Sunday, 29 July 2012

Precis


The title of chapter four of Charlotte Cotton’s The Photograph as Contemporary Art, “Something and Nothing”, points to the oblique subject matter of a certain thematic grouping in contemporary art photography. The non-human things that are the focus of this grouping are ordinary, everyday objects, “objects and spaces that we may ordinarily ignore or pass by” (9). Cotton lists some examples of the iconography for this type of photography as follows: “objects balanced and stacked”, such as Peter Fischli and David Weiss’s Quiet Afternoon series (1984-85), in which sculptural forms are created by assemblages of mundane household items that are often stacked and fixed together, for example a grater, a carrot and a courgette stacked and impossibly balanced; “the edges or corners of things”, such as Gabriel Orozco’s Breath on Piano (1993), in which the ephemeral traces of condensed breath are juxtaposed with and layered onto the solid, shiny corners of the piano; “abandoned spaces, rubbish and decay”, such as Wim Wenders’ Wall in Paris, Texas (2001) and Anthony Hernandez’s Aliso Village #3 (2000), that focus on neglected and abandoned spaces; and “fugitive or ephemeral forms, such as snow, condensation and light”, examples of which are Tracey Baran’s Dewy (2000), and Manfred Willman’s Das Land series that focuses on the passing of the seasons (115).

In the sense that these objects and spaces have not traditionally been seen as credible visual subjects, and that they often do not merit much attention in people’s everyday lives, they could be considered “nothing”. Yet their very concrete presence, their “thing-ness”, and the way in which they are transformed from ordinary objects and spaces and made “extraordinary” by being photographed from “a sensitized and subjective point of view” (9), and thus altered conceptually, makes them “something”. Through this treatment, argues Cotton, “everything in the real world is a potential subject” (9), as “through photography, quotidian matter is given a visual charge and imaginative possibility beyond its everyday function” (115). She cautions against seeing the subject matter of this type of contemporary art photography as “unphotographed or unphotographable” (115-16), emphasising that the significance of any subject is determined jointly by the viewer and the artist, that the photographer designates something as significant by photographing it, piquing the visual curiosity of the viewer and encouraging an intersubjective engagement.

Cotton identifies one of the precursors of this particular strand of contemporary art photography practice in Marcel Duchamp’s readymades, and locates contemporary practices within subsequent “attempts to make art from the matter of daily life, by breaking down the boundaries between the artist’s studio, the gallery and the world” (115). Because the specific technical skill of the artist is not immediately apparent or foregrounded, the objects or spaces become the focus of the viewer’s curiosity and attention, and the conceptual weight of their presence and configurations intensifies. In this sense, Cotton refers to “the pictorial charge that can be found in a place [or object], perhaps any place [or object], if one looks” (127, my addition in parentheses). Ways of seeing are crucial; physical, spatial and conceptual relationships are crucial; and an engagement with the concrete “thing-ness” of the objects or spaces, and with their location within their cultural and spatial environments, is crucial.

(What drew me to this particular chapter was an interest that I have had for a long time in the writing of W.G. Sebald, who includes photographs of various objects and scenes in his work. These photographs suggest a deeply phenomenological approach to the subject matter that has been difficult to account for within text-based literary studies. Many of the images Sebald uses lend a documentary feel to the work, and blur the boundaries between fiction and reality; but many of his images relate to architectural and spatial forms, and Cotton’s statement, in her discussion of Wenders and Hernandez that “architecture, in the context of this chapter, tends to be photographed at the point at which buildings have deteriorated or outlived their original purpose, abandoned by their inhabitants to leave only traces of previous human activity” (125), resonates strongly with many of Sebald’s preoccupations with the object in the context of its historical and cultural environment. I am hoping that looking a bit more deeply into this particular strand of contemporary art photography will help me to build a conceptual visual language and shed light on visual aspects of Sebald’s work that I have struggled to account for adequately.)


### YOUR ASSIGNMENT:
Find every line in the records below that contains "Image", and copy it.

### SOURCE DATA:

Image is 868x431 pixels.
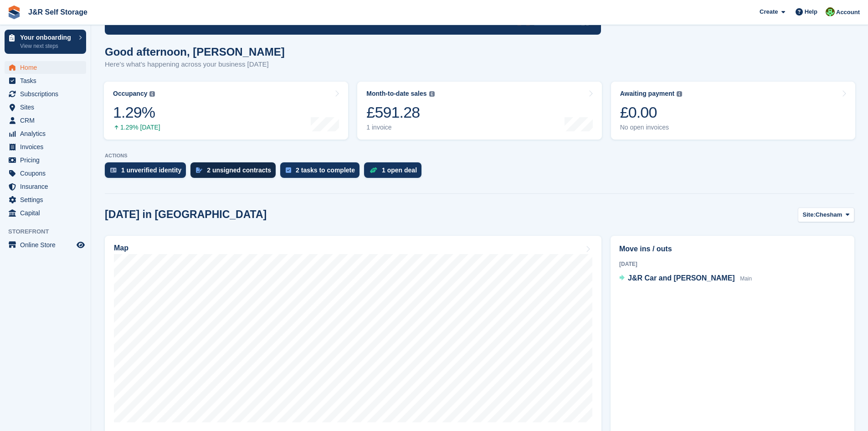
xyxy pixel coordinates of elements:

...

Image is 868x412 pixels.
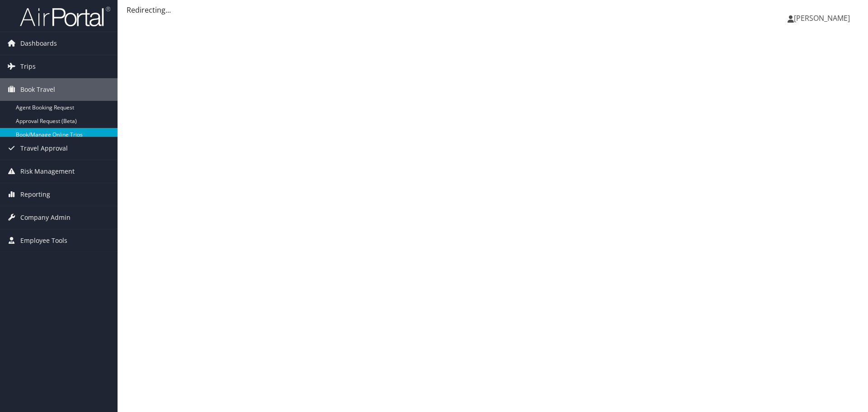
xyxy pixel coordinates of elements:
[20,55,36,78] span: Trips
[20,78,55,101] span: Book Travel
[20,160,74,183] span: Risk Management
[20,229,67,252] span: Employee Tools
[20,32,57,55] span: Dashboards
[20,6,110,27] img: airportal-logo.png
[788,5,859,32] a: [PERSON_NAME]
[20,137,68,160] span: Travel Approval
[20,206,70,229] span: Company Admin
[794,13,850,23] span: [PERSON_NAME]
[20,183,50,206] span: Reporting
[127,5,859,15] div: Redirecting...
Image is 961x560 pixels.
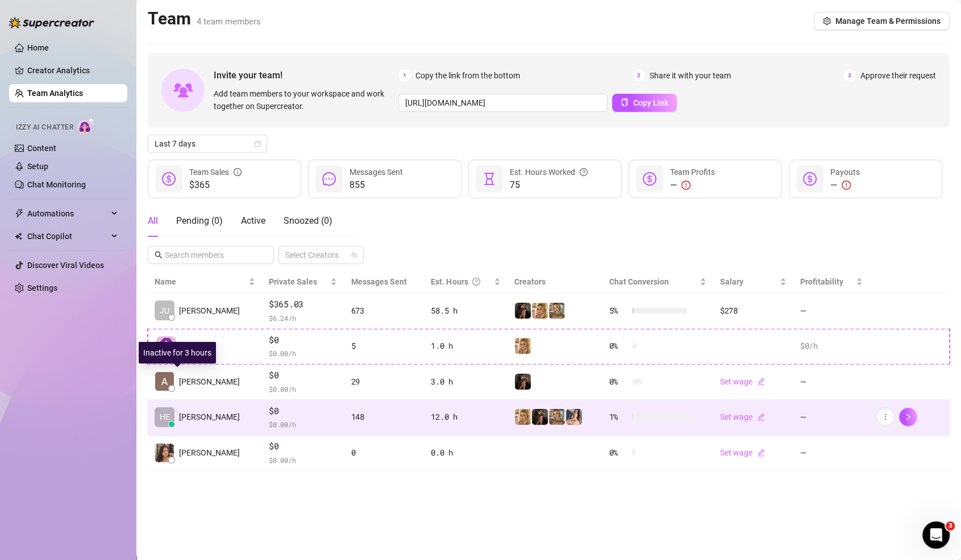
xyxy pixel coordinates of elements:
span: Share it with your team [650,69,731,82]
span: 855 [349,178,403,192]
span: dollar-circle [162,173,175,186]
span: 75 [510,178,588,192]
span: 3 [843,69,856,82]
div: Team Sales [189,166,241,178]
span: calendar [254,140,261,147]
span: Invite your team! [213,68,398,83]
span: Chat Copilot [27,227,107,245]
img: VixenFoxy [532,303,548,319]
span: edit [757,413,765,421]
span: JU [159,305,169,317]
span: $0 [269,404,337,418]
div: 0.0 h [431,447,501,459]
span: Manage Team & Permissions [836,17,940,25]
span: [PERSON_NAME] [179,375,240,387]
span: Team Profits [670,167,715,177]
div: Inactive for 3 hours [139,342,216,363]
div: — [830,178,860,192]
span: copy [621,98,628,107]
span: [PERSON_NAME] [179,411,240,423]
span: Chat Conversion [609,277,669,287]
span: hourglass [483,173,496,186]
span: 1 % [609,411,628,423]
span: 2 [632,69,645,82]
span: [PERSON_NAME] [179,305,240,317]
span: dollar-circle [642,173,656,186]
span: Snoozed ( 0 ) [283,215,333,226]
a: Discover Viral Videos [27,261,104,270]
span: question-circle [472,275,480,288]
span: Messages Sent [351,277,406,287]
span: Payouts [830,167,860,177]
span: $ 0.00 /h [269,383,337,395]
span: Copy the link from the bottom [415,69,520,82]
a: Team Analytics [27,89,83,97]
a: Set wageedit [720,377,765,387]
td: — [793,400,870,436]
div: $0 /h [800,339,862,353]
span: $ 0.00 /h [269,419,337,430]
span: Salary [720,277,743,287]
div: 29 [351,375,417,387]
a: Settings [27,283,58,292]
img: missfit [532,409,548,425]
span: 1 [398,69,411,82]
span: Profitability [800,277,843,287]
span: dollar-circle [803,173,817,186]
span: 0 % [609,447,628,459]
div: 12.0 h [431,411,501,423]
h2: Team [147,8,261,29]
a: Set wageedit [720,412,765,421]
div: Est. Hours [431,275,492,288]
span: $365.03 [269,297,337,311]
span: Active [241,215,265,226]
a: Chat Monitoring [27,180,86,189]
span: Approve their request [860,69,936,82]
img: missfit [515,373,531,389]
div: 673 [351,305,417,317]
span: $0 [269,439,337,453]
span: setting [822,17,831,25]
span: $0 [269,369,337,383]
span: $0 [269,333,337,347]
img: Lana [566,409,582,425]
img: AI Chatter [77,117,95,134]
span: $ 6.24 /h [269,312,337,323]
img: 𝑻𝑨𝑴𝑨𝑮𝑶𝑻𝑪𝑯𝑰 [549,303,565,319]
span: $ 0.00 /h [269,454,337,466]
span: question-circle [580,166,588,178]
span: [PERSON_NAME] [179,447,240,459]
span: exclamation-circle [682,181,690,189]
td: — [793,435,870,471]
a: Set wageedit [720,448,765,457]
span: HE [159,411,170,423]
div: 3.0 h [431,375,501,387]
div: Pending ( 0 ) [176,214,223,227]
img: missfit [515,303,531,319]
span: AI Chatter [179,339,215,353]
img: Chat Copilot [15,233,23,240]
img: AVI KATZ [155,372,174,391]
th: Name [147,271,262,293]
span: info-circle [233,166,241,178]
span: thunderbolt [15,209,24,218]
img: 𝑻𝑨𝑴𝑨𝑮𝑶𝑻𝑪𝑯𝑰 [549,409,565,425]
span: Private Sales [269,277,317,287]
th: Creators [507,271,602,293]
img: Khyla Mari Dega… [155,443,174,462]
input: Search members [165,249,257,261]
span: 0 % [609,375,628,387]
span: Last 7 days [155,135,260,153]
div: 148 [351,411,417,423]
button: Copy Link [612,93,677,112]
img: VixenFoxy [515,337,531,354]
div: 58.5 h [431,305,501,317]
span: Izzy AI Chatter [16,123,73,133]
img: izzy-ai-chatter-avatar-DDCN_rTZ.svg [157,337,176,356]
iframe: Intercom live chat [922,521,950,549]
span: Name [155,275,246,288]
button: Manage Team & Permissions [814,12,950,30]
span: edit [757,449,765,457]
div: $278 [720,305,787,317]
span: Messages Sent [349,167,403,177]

### YOUR SOLUTION:
Image is 868x431 pixels.
Image is 868x412 pixels.
Image is 961x560 pixels.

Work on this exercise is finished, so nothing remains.